Only a little more than two weeks left till teams on the Caucasian Challenge get to drive the Caucasus – supposedly the last great adventure race, which will take its participants 4,000 km all across the Caucasus, over highways and rocky tracks, dirt and gravel roads, muddy tracks and mountain passes.
The Caucasian challenge is a minimal assistance, low budget car rally that gives amateur motor sports enthusiasts and first timers the chance to explore this untouched, culturally rich region full of natural beauty. Luckily the area still hasn’t made its way onto people’s travel maps, since most are unaware that there is more to Turkey than Istanbul and the infamous Antalya, let alone that places like the de facto state of Nagorno-Karabakh even exist.

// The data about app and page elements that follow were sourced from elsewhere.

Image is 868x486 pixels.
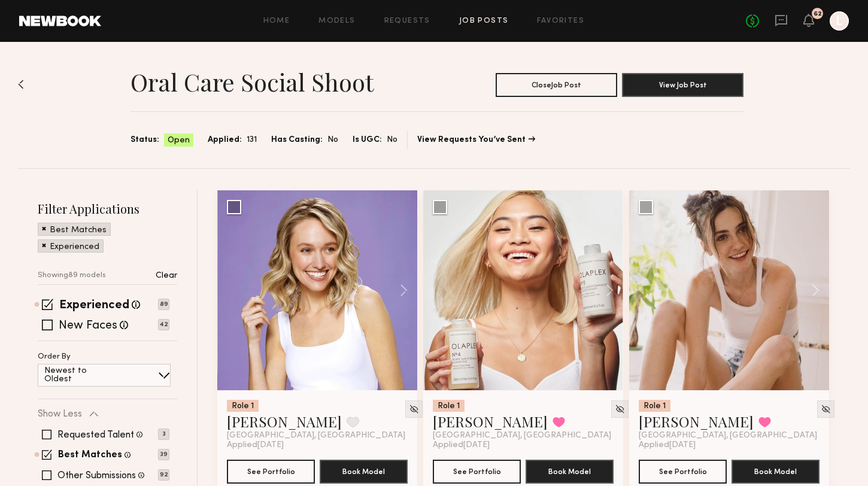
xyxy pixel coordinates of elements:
[496,73,617,97] button: CloseJob Post
[263,17,290,25] a: Home
[638,431,817,440] span: [GEOGRAPHIC_DATA], [GEOGRAPHIC_DATA]
[131,67,373,97] h1: Oral Care Social Shoot
[537,17,584,25] a: Favorites
[384,17,430,25] a: Requests
[813,11,822,17] div: 62
[433,431,611,440] span: [GEOGRAPHIC_DATA], [GEOGRAPHIC_DATA]
[638,400,670,412] div: Role 1
[638,460,727,484] button: See Portfolio
[38,200,177,216] h2: Filter Applications
[327,134,338,147] span: No
[227,400,258,412] div: Role 1
[614,404,625,414] img: Unhide Model
[622,73,743,97] button: View Job Post
[271,134,323,147] span: Has Casting:
[731,466,819,476] a: Book Model
[433,460,521,484] button: See Portfolio
[158,428,170,440] p: 3
[246,134,257,147] span: 131
[387,134,397,147] span: No
[830,11,849,31] a: L
[821,404,831,414] img: Unhide Model
[131,134,159,147] span: Status:
[320,460,408,484] button: Book Model
[459,17,509,25] a: Job Posts
[227,460,315,484] button: See Portfolio
[638,412,754,431] a: [PERSON_NAME]
[526,466,613,476] a: Book Model
[320,466,408,476] a: Book Model
[417,136,535,144] a: View Requests You’ve Sent
[38,353,71,361] p: Order By
[58,430,134,440] label: Requested Talent
[158,449,170,460] p: 39
[227,412,342,431] a: [PERSON_NAME]
[227,440,408,450] div: Applied [DATE]
[207,134,242,147] span: Applied:
[59,300,129,312] label: Experienced
[58,471,136,481] label: Other Submissions
[638,440,819,450] div: Applied [DATE]
[433,412,548,431] a: [PERSON_NAME]
[156,271,177,280] p: Clear
[59,320,117,332] label: New Faces
[38,409,82,419] p: Show Less
[433,400,465,412] div: Role 1
[731,460,819,484] button: Book Model
[318,17,355,25] a: Models
[433,440,613,450] div: Applied [DATE]
[50,243,100,251] p: Experienced
[409,404,419,414] img: Unhide Model
[38,271,106,279] p: Showing 89 models
[18,80,24,89] img: Back to previous page
[526,460,613,484] button: Book Model
[158,469,170,481] p: 92
[50,226,107,234] p: Best Matches
[44,367,116,384] p: Newest to Oldest
[168,135,190,147] span: Open
[58,451,122,460] label: Best Matches
[158,298,170,310] p: 89
[352,134,382,147] span: Is UGC:
[227,431,405,440] span: [GEOGRAPHIC_DATA], [GEOGRAPHIC_DATA]
[158,319,170,330] p: 42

Starting in Istanbul, the journey will take the participants across the full length of Turkey, along the coast of the Black Sea. They’ll drive among the 5000 m high peaks and breathtaking canyons of Georgia, till they finally arrive in Armenia, the cradle of Christianity. The last stage leads right around Nagorno-Karabakh, the politically most unstable area of the trip, before crossing the finish line in Armenia’s capital Yerevan.
Participants can drive the Caucasus in anything from motorbikes and over 40 year old Ladas to fancy 4×4 adventure vehicles. It’s the best to keep the vehicles simple though. Everything is in the participants’ responsibility, from fixing broken cars till finding the right street to reach the base for the night.
If participants insist, they can spend the night in luxury hotels, to get rid of the dust of the day, but some nights will also be spent camping under a blanket of stars.
But this rally is not only about having an adventure in the Caucasus. Each year the organizers partner up with a local organization like schools, orphanages or NGOs like Mission Armenia and encourage the participating teams to raise in kind donations as well as financial ones. The donations go 100 % to the chosen organization.
This is not only the adventure of a lifetime, but also the opportunity to help create a little change in a widely overlooked yet unique and enchanting region.